Court cases that stormed the technology universe in 2012
Photo: Mark Hurd, President, Oracle and Meg Whitman, President & CEO, HP: At War?
Can a vendor sue a customer only because the customer decided to stop buying from it further? Worse, can one customer sue another customer because the latter decided to stop buying from the former’s supplier? Intriguing, isn’t it? Somewhat this seems to be happening in a case involving HP, Intel, and Oracle. The customer in question is Oracle that has decided to stop supporting software development for Intel’s Itanium.
HP and Oracle had software development agreements with Intel in support of its server chip, Itanium. Oracle says that it got the inside information that Intel had decided to stop the development of Itanium favoring its Xeon chip. Intel refuted this claim mentioning that it has several years of development plans for Itanium. HP further accused that Oracle was using “strong-arm tactics to coerce customers into replacing their HP servers with Sun servers they do not want…”

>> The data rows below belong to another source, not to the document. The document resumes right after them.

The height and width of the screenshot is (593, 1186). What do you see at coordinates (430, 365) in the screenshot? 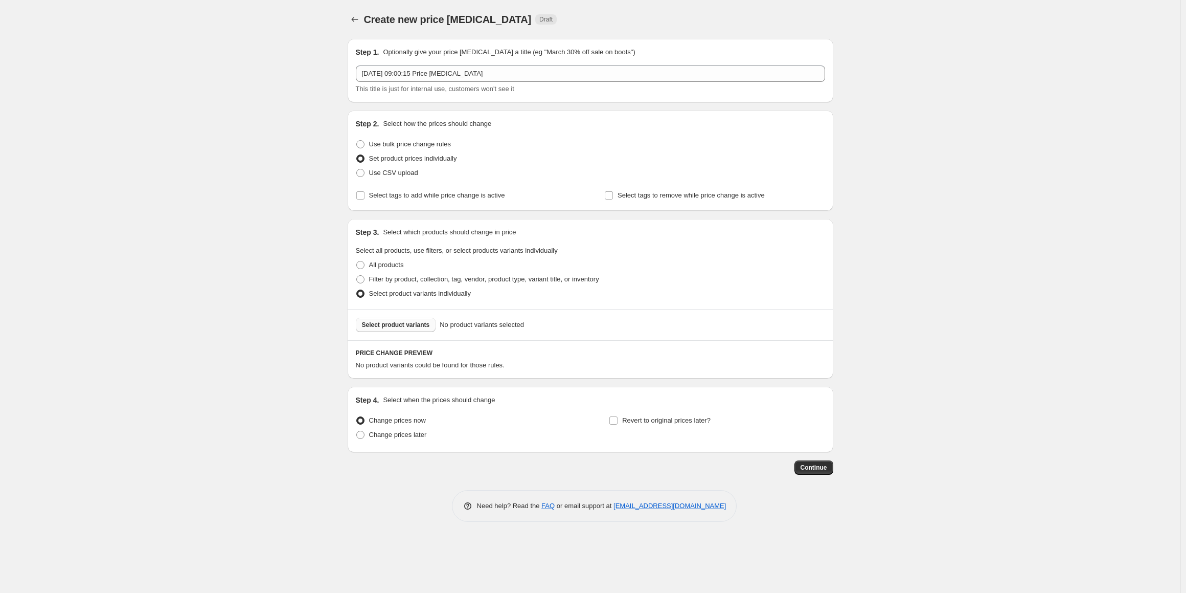
I see `span: No product variants could be found for those rules.` at bounding box center [430, 365].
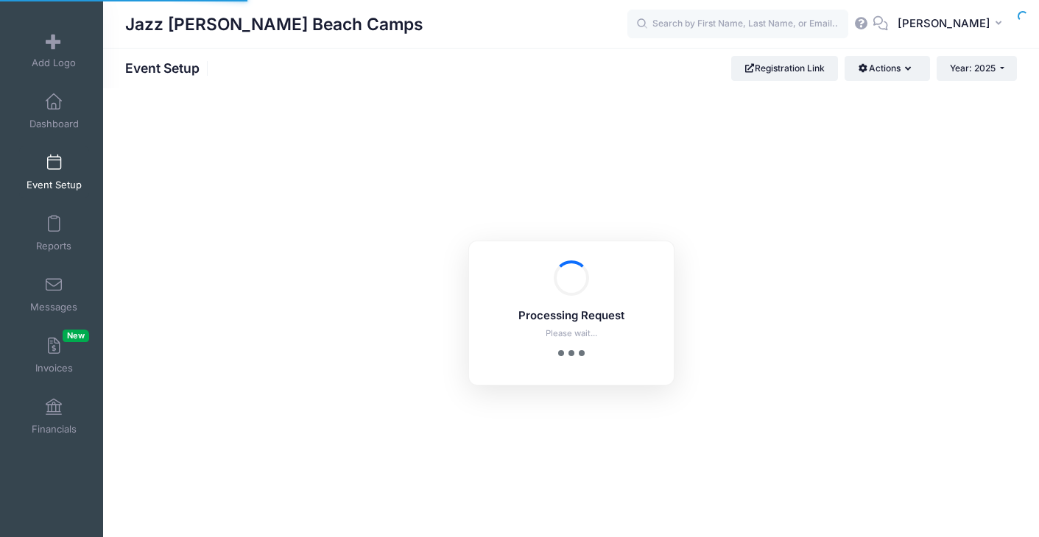  I want to click on a: Add Logo, so click(54, 50).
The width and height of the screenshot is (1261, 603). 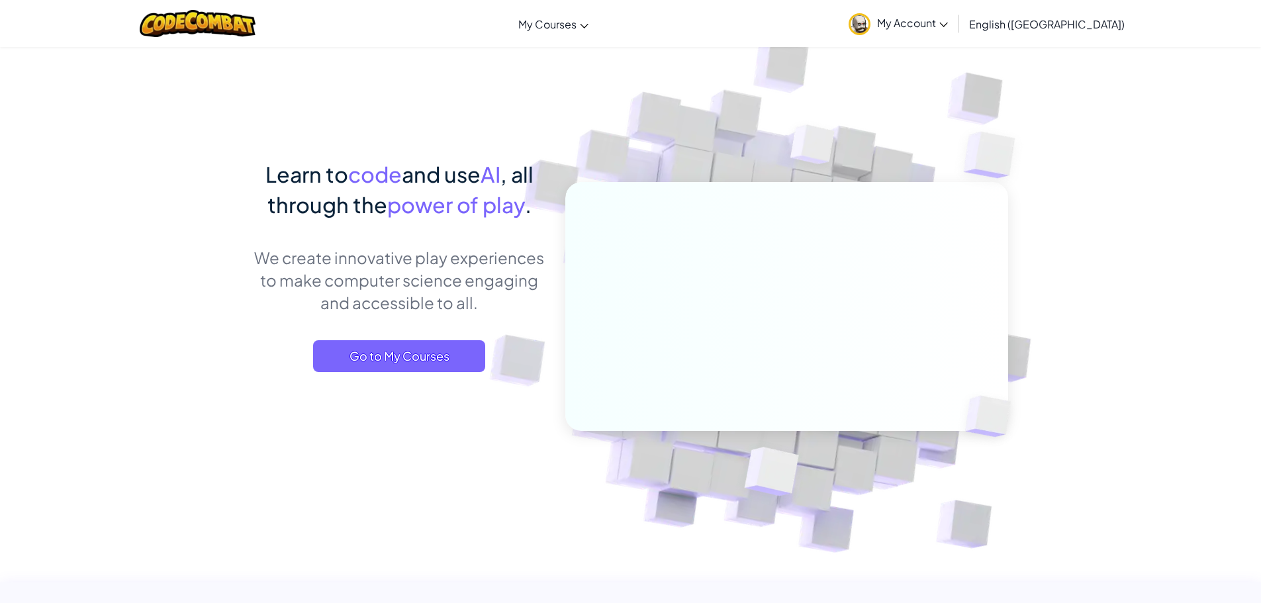 What do you see at coordinates (547, 24) in the screenshot?
I see `span: My Courses` at bounding box center [547, 24].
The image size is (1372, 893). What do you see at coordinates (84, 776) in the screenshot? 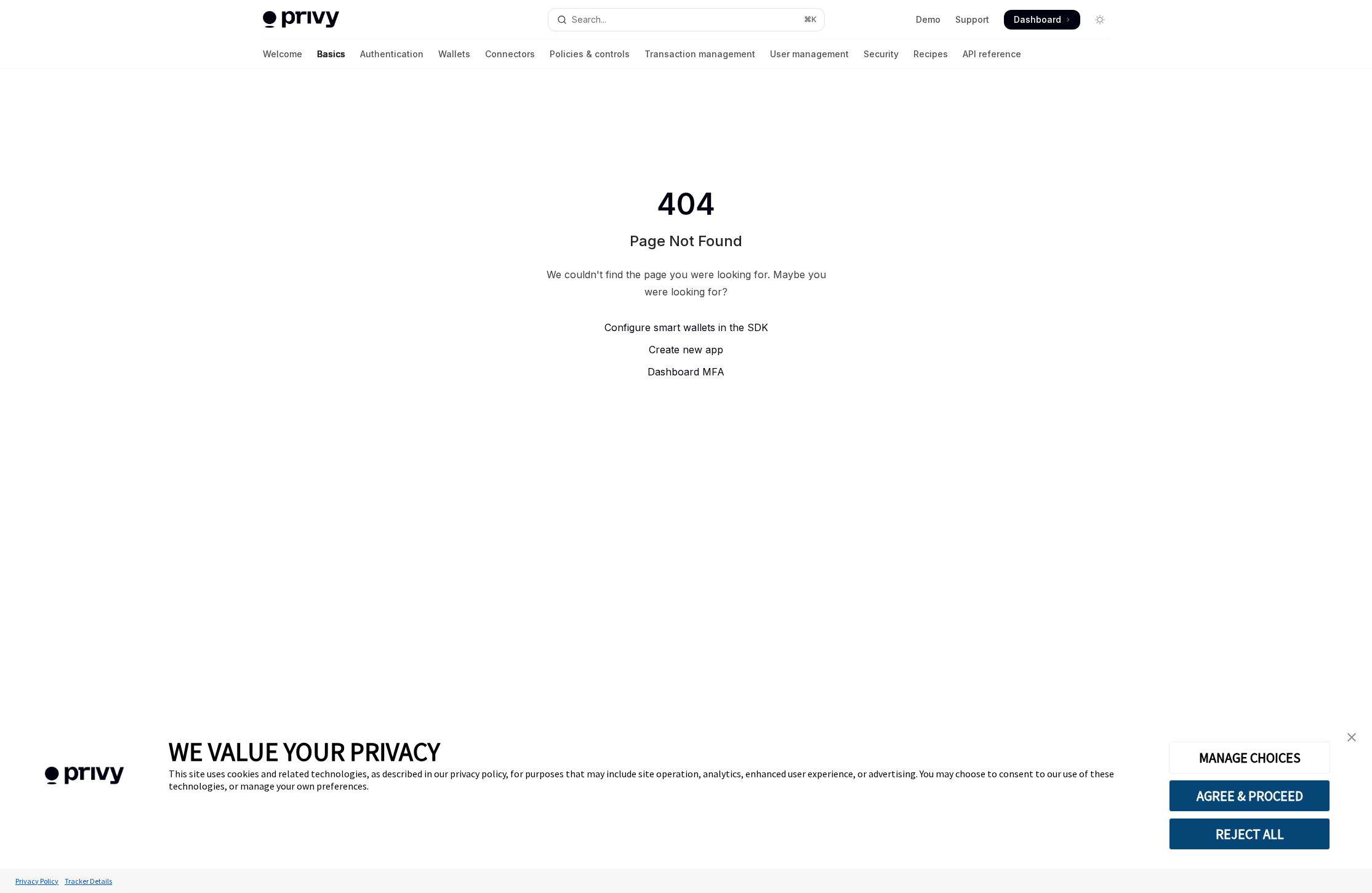
I see `img: company logo` at bounding box center [84, 776].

Oracle logged out of the Itanium software development support deal with Intel in early 2011 following which HP sued it. Oracle had acquired Sun Microsystems in April 2009.
At the root of the conflict lies the agreement between Oracle and Intel. HP claims that Oracle has violated the agreement with but Oracle believes otherwise. The process of jury selection for this trial began last week. The Jury will need to decide if indeed any violation of the terms of the agreement has happened and whether Oracle’s action qualifies as restrictive, anti-competitive.
The verdict of the case will decide the options that enterprise customers will have while meeting their high performance computing requirements.